Treatment of Restrictive Cardiomyopathy in Haemochromatosis

When restrictive cardiomyopathy occurs in the setting of haemochromatosis, identifying the iron-overload aetiology changes the clinical approach. This is a scenario where precise diagnosis unlocks a cause-specific, targeted intervention — rather than generic supportive management alone.

Clinical scenario: Restrictive cardiomyopathy in a patient with haemochromatosis. Recognition of haemochromatosis as the underlying aetiology is essential: it is a genetic phenocopy of restrictive cardiomyopathy with a specific, available treatment distinct from other causes.

Treatment approach — partial overview

Management in this setting centres on an iron-depletion procedure directed at the underlying cause. The complete protocol — including selection criteria, sequencing, monitoring parameters, and decision points — is available via the full structured regimen.

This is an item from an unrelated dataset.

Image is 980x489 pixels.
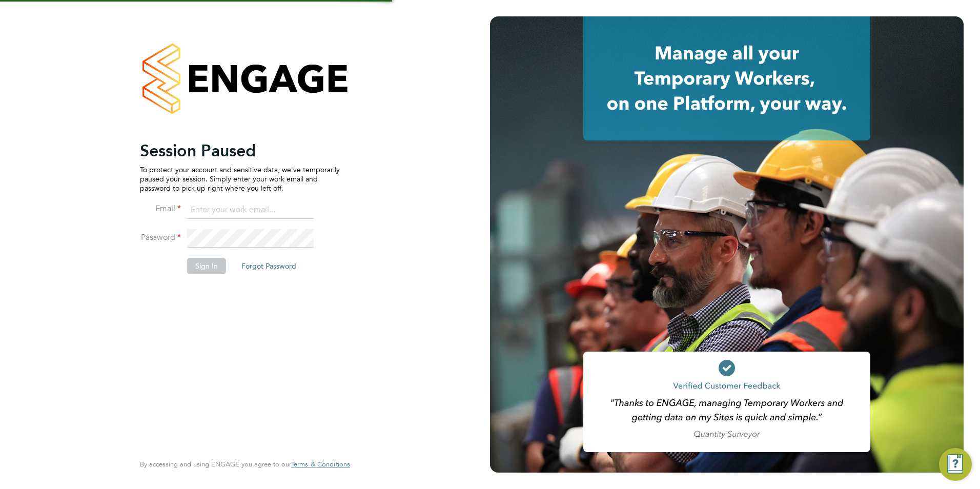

Instant Access to Structured Evidence-Based Regimens

References

DOI: 10.1093/eurheartj/ehad194

Precise diagnosis is also essential for genetic phenocopies with available target treatments: ERT for Anderson–Fabry disease or glycogenosis such as Pompe disease; therapeutic phlebotomy for haemochromatosis; immunosuppressive therapeutics for sarcoidosis; new biological drugs for systemic diseases (e.g. autoimmune diseases with cardiac involvement that can reverse or stabilize by treating the disease itself); and removal of the toxic causes.